Magic in the Mirror (1996)

Rating:

USA. 1996.

Crew

Director – Ted Nicolaou, Screenplay – Ken Carter Jr & Frank Dietz, Producers – Kevin Hyman & Vlad Paunescu, Photography – Adolfo Bartoli, Music – Richard Kozinski, Visual Effects Supervisor – MacKenzie Waggaman, Digital Visual Effects – OCS, Freeze Frame & Pixel Magic (Supervisor – Ray McIntyre Jr), Creature Effects – Mark Rappaport, Production Design – Cristian Niculescu. Production Company – Bibi Productions

Cast

Jamie Renee Smith (Mary Margaret Dennis), Saxon Trainor (Sylvia Dennis/Queen Hysop), David Brooks (Gilbert Dennis), Godfrey James (Melilot), Kevin Wixted (Tansy), Eileen T’Kaye (Dragora), Ion Haiduc (Admiral Dabble), Cristian Motriuc (Swanson/Dr Francis Schmott), Ileana Sandulescu (Bella), Daniela Marzavan (Donna)


Plot

Young parentally neglected Mary Margaret Dennis discovers some magical berries that open up a doorway to another world through her late aunt’s mirror. Once on the other side, as she tries to find some more berries in order to get back home, she is sought by the crazed duck queen Dragora who has discovered a taste for tea made out of humans dunked in hot water. Dragora now desires to find a way through the mirror in order to plunder the human world.
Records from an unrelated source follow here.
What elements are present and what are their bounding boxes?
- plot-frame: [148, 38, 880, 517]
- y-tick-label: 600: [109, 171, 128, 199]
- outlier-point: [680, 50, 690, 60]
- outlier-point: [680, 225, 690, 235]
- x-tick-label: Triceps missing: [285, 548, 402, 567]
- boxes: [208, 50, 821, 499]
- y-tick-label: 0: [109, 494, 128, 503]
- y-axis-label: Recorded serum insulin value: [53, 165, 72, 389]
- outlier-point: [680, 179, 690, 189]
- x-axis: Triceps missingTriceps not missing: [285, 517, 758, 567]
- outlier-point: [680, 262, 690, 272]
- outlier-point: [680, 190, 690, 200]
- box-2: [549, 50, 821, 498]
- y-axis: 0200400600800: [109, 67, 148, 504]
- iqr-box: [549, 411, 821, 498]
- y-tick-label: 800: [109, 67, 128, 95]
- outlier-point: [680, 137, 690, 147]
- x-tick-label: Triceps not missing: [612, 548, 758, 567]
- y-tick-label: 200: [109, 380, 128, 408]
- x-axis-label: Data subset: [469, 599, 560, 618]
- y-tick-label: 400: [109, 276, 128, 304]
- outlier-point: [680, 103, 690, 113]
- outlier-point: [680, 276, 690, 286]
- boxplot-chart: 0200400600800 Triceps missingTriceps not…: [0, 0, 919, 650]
Although it is not produced under either the Full Moon or Moonbeam banners, this is another of Charles Band and director Ted Nicolaou’s low-budget genre films. Every now and again Band and Nicolau manage to pull something unique and unexpected out of the hat – they did with Dragonworld (1994) – and do so here again. One sat down to watch Magic in the Mirror with no expectations – after all, the majority of the Band/Moonbeam children’s films such as Pet Shop (1995) and Prehysteria! (1993) and sequels are utter dross. In no time at all, Magic in the Mirror manages to take one by surprise. Soon one is wondering exactly what type of drug-induced hallucination they are in the midst of.
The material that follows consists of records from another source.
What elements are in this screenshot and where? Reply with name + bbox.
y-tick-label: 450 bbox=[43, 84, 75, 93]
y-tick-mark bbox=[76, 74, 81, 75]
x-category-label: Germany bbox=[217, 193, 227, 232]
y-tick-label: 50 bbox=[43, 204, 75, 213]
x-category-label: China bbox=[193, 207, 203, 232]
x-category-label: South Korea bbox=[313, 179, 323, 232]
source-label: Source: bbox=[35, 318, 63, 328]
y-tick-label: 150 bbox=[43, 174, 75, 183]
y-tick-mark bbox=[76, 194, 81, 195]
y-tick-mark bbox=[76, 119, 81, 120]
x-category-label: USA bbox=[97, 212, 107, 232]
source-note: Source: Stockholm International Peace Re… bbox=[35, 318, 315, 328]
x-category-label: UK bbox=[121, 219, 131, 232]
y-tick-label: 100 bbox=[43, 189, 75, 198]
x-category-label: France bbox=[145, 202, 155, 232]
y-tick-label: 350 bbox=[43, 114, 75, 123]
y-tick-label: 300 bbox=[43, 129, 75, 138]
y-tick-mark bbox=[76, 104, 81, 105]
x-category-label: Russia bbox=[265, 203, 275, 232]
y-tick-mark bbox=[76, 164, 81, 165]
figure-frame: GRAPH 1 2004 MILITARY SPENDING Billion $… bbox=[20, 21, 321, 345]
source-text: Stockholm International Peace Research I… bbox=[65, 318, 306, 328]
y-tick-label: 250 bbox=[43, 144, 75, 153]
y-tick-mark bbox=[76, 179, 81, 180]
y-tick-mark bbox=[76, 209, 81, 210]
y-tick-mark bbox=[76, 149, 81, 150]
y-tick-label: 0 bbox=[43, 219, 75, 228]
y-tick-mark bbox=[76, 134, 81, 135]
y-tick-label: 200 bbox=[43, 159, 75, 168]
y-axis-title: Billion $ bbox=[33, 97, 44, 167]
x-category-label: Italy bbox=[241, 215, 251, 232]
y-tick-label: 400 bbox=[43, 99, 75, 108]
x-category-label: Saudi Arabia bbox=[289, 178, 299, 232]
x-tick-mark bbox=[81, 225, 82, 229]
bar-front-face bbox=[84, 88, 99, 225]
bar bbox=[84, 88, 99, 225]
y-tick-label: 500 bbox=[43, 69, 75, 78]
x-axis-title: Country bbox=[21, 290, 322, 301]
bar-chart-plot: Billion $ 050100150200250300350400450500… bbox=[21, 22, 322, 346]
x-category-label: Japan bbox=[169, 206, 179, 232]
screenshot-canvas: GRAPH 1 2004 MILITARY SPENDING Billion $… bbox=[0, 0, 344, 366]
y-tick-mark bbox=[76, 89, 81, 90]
Magic in the Mirror is a bewildering, head-spinning experience, not unakin to sitting down to watch something like Pufnstuf (1970) for the first time. Ted Nicolaou creates a unique secondary world fabulation filled with journeys through magical mirrors and tyrannical duck queens threatening to dip young girls into giant boiling teapots to serve up as a rare delicacy. There are moments of bizarrely surreal imagery – armies of flying mallards (“I love the smell of swamp gas in the morning,” comments the duck general); a field of doors leading to magical mirrors; gardens of planted people. For once, the usual Band low-budget does not show through too much and the duck costumes are surprisingly lavish and effective. The result is a unique fantasy that successfully ventures into that rare arena of surreal fabulism that so few children’s films get right – lone examples being Willy Wonka and the Chocolate Factory (1971) and Pufnstuf.

The lesser sequel was Magic in the Mirror: Fowl Play (1996).

Ted Nicolaou’s other genre films as director include:- one of the segments of The Dungeonmaster (1984), TerrorVision (1986), Bad Channels (1992), Subspecies (1991), Bloodstone: Subspecies II (1993), Remote (1993), Bloodlust: Subspecies III (1994), Dragonworld (1994), Leapin’ Leprechauns! (1995), Leapin’ Leprechauns! 2/Spellbreaker: Secret of the Leprechauns (1996), Vampire Journals (1997), The Shrunken City (1998), Subspecies 4: Bloodstorm (1998), Dragonworld: The Legend Continues (1999), Ragdoll (1999), The Horrible Dr Bones (2000), In the Shadow of the Cobra (2004), Puppetmaster vs Demonic Toys (2004), The Etruscan Mask (2007) and Don’t Let Her In (2021).